Tommaso Padoa-Schioppa - Photo EU Council

(ATHENS) - European leaders on Sunday paid tribute to Italy's former economy minister Tommaso Padoa-Schioppa, a founding father of the euro who had been acting as adviser to the Greek government.

Padoa-Schioppa was dining with friends in a palace in the centre of Rome late Saturday when he collapsed with heart failure and died in hospital shortly afterwards. He was 70.

Greek Prime Minister George Papandreou said Padoa-Schioppa "wanted in a difficult period for Greece to show his solidarity".

The premier added in a statement that the Italian was one of the first who believed in Greece's recovery from bankruptcy earlier this year.

"In this effort, he was a real Greek," he added.

"He knew that the crisis that began in Greece had European dimensions and contributed to the proposals Greece made at the last European summit to deal with a general economic crisis," Papandreou said.

European Council President Herman van Rompuy praised the economist as "a driving force in the integration of Europe and the creation of the euro", the Belgian said in a statement.

Jose Manuel Barroso, the president of the European Commission, said Padoa-Schioppa was "a great European who was one of the fathers of the euro".

He was "an expert and cultivated economist who in his role as member of the European Central Bank Executive Board contributed, with professionalism and dedication and in a decisive manner, for the euro to become a reality," Barroso said in a separate statement.
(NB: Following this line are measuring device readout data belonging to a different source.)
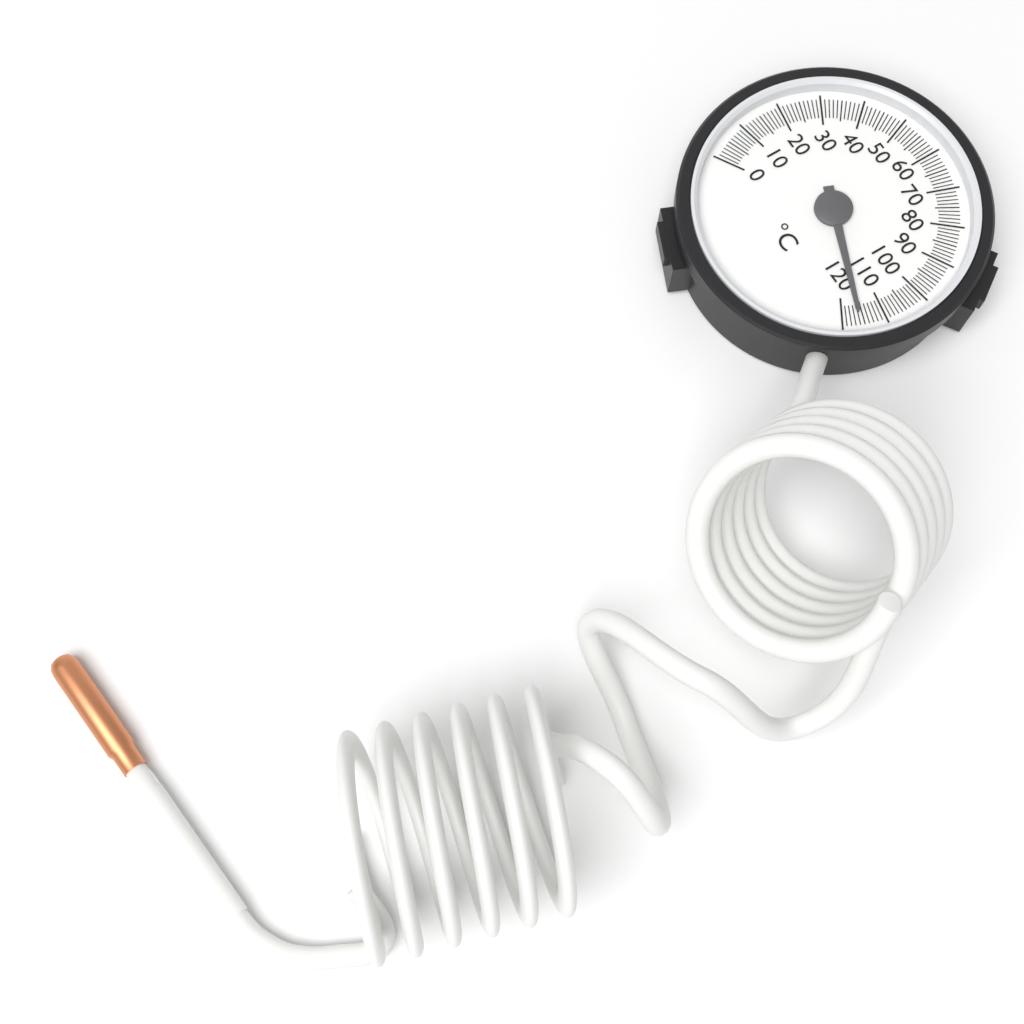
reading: 116 °C
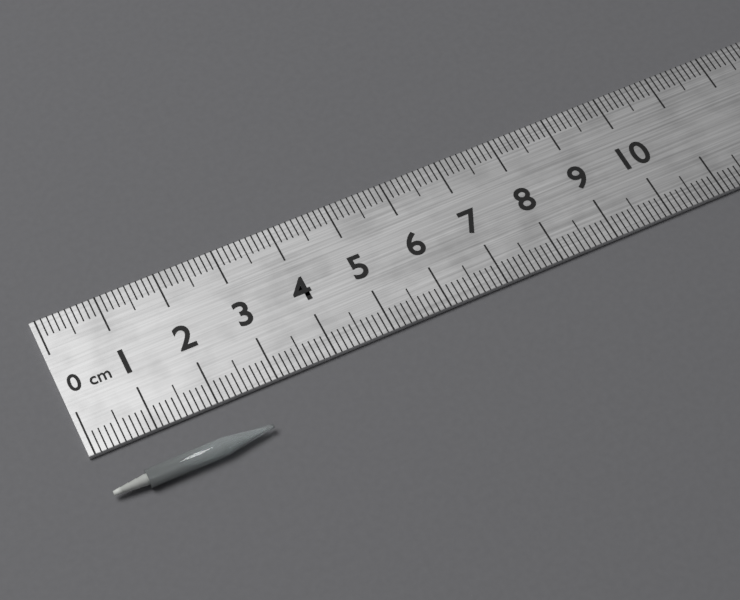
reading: 2.6 cm
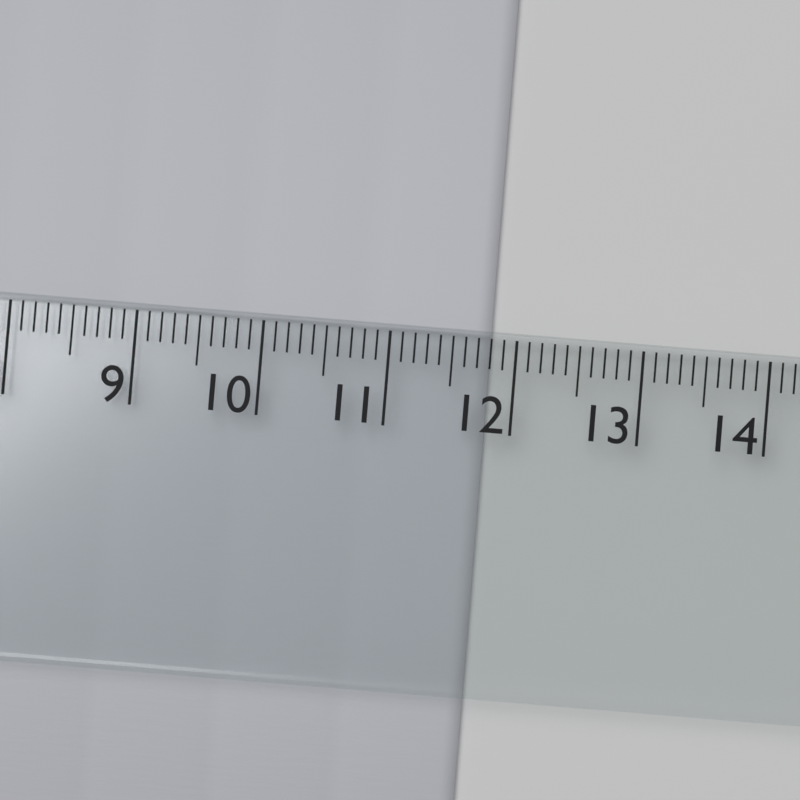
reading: 11.8 cm
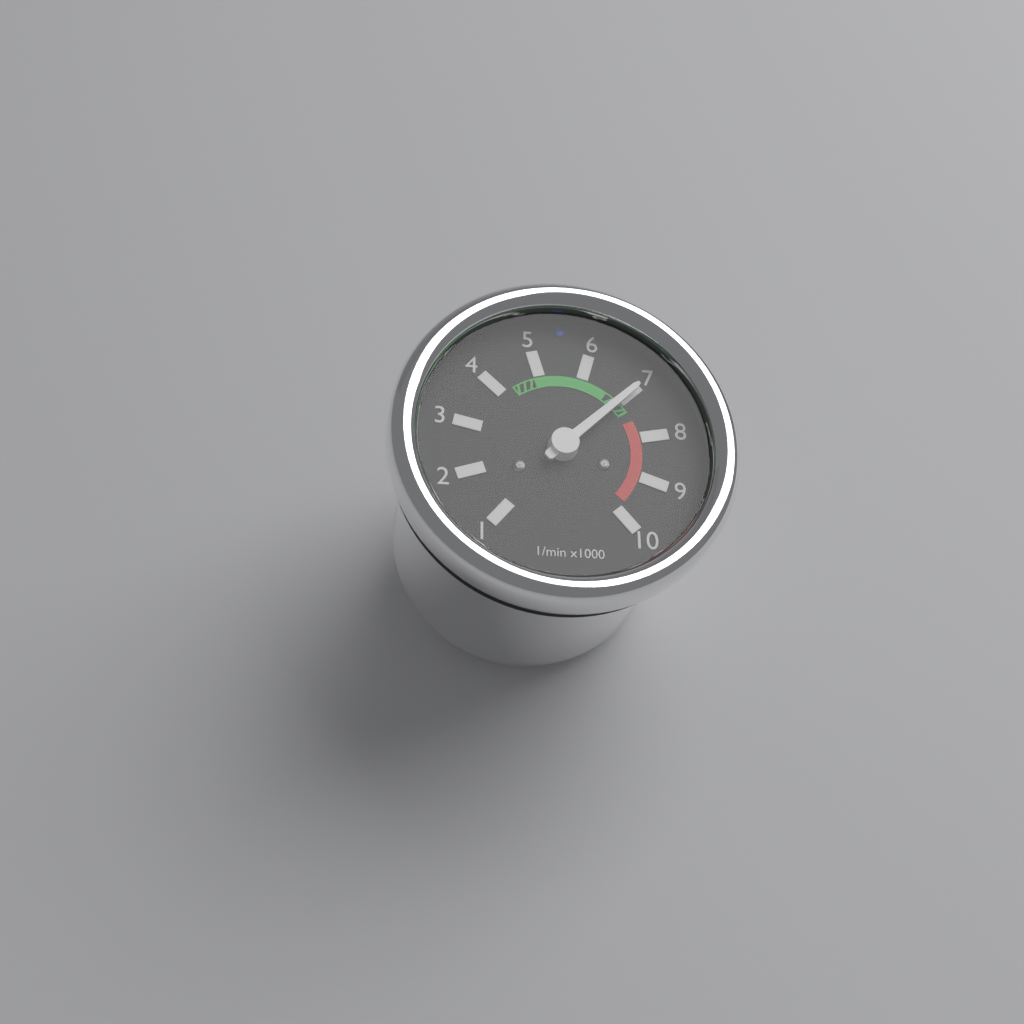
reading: 7000 1/min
Since mid-2010 the eminent Italian economist had been advising the Greek government headed by Papandreou on how to escape the euro crisis. He recently became a member of Italian automaker Fiat's board of governors.

After being a director of the European Central Bank from 1998 to 2005, he became Italian minister of economy and finance from 2006 to 2008 under the centre-left government of Romano Prodi.